King Slocombe School of Dance

And if you happened to have a critical case of ongoing FNAAH, you would misparse or sharkreado that sign as:

Klingon School of Danger

Which the Bing Klingon Translator (OMG an actual use for Bing!) assures me should be written as “tlhIngan DuSaQ Qob” or:

Klingon Text

And then thereafter whenever you were on a bus passing that building (which would be pretty often if you take busses into the central bus terminal of Cambridge), you would picture a bunch of fully-armoured Klingons in there learning how to pirouette with bat’leths, which would be not only fucking nerdy as all hell but also fucking awesome as all everything.

Size Matters Not (Unless You Need To Get Somewhere)

A friend posted this link on G+ recently. It is an overlay of a map of the UK on top of a map of the US, and you can drag the UK around to compare relative sizes.

While it may be considered a joke, it’s actually important information for both sides. I’ve met some folks here who encountered problems when they assumed they could easily drive between western US cities in a short amount of time, only to find out that it takes days to cross those states. One lady in particular told me about how while vacationing in California, she and her husband looked at a map and thought they could drive up into the mountains in a short time, but as they kept cresting hill after hill – always thinking the mountains looked so close – they were actually still hours away.
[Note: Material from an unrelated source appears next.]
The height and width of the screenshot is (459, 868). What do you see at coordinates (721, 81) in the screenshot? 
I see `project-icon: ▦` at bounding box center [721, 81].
And of course, Canadians (and even Alaskans) read about Texans going on about how “big” things are in Texas and they laugh, and laugh, and grab our dogsleds and laugh and weep as we prepare to traverse the vast, arctic wasteland known as “Bank Street” in Ottawa…

(Psssst, yes, it’s totally true that all Canadians live in igloos and use dogsleds for everything. You should ask us about that. We love that.)

Anyway, on the flip side, when we were coming here and I kept telling Peo we’d walk to certain places and she’d freak out, I would remind her that a) unlike in Austin, we will not be risking heat stroke for half the year, and b) the spaces in the UK are very, very much smaller than she’s used to, having been born in Nevada and grown up mostly in Texas.

In those last few weeks in Austin, whenever we’d drive somewhere I’d note the mileage and then we’d compare that between Cambridge locations to see just how relatively itty bitty this city is.

I also kept reminding her that she had to let go of her US school indoctrination about “history” and “tradition” and how the “US invented everything good in the world”, because where we were going, the university alone is older than the US as a country.

We re-emphasized that last one at a recent trip to Bletchley Park where we told Peo how the US claims to have invented the computer, when really the UK did, but in secret because they were busy winning a war with that technology.

But in the ensuing discussion from the thread where my friend mentioned the map linked above, I came to a realization based on several of these facts:

1) England is small but mighty.
2) England is really, really old.
3) England has a history of being quite adept with fancy swords.
4) England defeated Germany where your Vater is your father.
5) England has lots of green spaces all over it.

Add that all up and there’s just one obvious conclusion:

ENGLAND IS YODA.

england yoda

C’mon, they even have the same shape if you squint hard enough.